Care NOT Killing, an alliance of charities and medical experts formed to halt the Bill, believes that the proposed change in the law would put Britain on a short and slippery slope towards the legalisation of euthanasia.

Seriously ill, emotionally distraught patients would be pushed into ending their lives, partly to avoid becoming a burden on their families and carers. This threat is particularly real because of the cash crisis in the NHS and the mounting difficulties of paying for long-term care for the elderly.

Lord Joffe's Assisted Dying for the Terminally Ill, due to be debated in the House of Lords on Friday, 12th May, makes provision for doctors to prescribe lethal drugs for people who are 'terminally ill'. But Care NOT Killing, which represents 32 UK organisations that promote palliative care and oppose euthanasia, says the proposed new law is a dangerous move.

CNK Chairman, Brian Iddon MP said: "Many elderly people already feel themselves to be a burden upon relatives, carers and an increasingly cost-conscious health service. This Bill will only intensify that pressure, and mean that some of the most vulnerable members of our community will feel that they have a duty to 'do the decent thing' for their families and society, by taking lethal drugs. We have had a deluge of letters from elderly people who are very frightened by this Bill."

The warning comes in a week highlighted by news of 7,000 NHS job cuts and a predicted NHS annual deficit of at least £600 million in England. It is just four weeks after a joint report by three public sector watchdogs, the Audit Commission, the Healthcare Commission and the Commission for Social Care Inspection, which said the NHS and care services treated older people 'with a lack of dignity and respect'.

A further report commissioned by health think tank the King's Fund, on 30th March, found 'serious shortcomings' in care provision and funding arrangements for elderly people and called for investment to treble by 2026.

John Wiles, Chairman of the Association for Palliative Medicine, an Alliance member organisation representing 800 Palliative Medicine Consultants, added: "The NHS is cash-strapped and palliative care is much more costly than £4 of drugs to kill a patient. The NHS applauds itself for its recent additional funding of £50 million a year for palliative care for three years; but it only provides about 37 per cent of the cost of palliative care. By contrast, the voluntary charitable sector provides three quarters of current funding, or about £315 million per annum. When patients' physical, psychosocial and spiritual needs are properly met, requests for euthanasia are extremely rare indeed. We have an excellent tradition of palliative care in this country, but a postcode lottery operates with many not getting the care they need. This has to stop."

Some European politicians and economists have been chillingly open about the economic incentives for euthanasia. Jacques Attali, the former president of the European Bank for Reconstruction and Development, said in 1981: "As soon as he gets beyond 60-65 years of age, man lives beyond his capacity to produce, and he costs society a lot of money... euthanasia will be one of the essential instruments of our future societies."

Last October, an open letter to members of the House of Lords from nine British faith leaders representing the six major world faiths warned that if Lord Joffe's Bill was passed, "the so-called 'right to die' would inexorably become the 'duty to die' and potentially economic pressures and convenience would come to dominate decision-making".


:: Prompt ::
Find and copy every line in the records that includes the string "fill".

:: Information given ::
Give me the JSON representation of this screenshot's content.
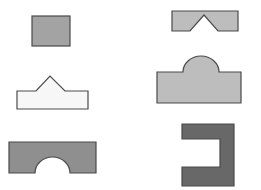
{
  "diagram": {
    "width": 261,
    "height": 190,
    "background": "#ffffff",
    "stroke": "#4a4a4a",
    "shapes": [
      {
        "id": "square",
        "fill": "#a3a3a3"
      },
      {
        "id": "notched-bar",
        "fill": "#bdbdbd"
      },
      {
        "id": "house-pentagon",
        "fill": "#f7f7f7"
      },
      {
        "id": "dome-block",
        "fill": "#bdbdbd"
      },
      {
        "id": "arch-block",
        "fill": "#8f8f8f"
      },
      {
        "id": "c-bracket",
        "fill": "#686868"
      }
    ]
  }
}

--

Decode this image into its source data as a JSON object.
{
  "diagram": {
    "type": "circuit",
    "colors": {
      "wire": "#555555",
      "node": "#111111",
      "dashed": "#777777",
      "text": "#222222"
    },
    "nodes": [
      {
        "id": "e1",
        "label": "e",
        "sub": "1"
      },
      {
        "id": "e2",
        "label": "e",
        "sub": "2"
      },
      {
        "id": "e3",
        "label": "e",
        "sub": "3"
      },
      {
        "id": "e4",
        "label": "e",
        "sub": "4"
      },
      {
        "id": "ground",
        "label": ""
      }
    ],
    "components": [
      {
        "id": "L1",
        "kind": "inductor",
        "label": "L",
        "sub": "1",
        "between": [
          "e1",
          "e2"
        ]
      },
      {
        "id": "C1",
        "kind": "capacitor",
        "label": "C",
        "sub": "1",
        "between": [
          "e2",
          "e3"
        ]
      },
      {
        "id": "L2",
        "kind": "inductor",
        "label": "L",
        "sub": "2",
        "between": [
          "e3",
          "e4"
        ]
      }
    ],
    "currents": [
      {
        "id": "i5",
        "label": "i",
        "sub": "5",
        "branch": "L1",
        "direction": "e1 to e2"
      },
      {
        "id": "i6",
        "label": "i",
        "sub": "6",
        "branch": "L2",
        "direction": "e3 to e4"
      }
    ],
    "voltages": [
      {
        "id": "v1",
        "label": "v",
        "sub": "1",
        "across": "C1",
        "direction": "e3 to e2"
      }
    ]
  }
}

:: Response ::
        "fill": "#a3a3a3"
        "fill": "#bdbdbd"
        "fill": "#f7f7f7"
        "fill": "#bdbdbd"
        "fill": "#8f8f8f"
        "fill": "#686868"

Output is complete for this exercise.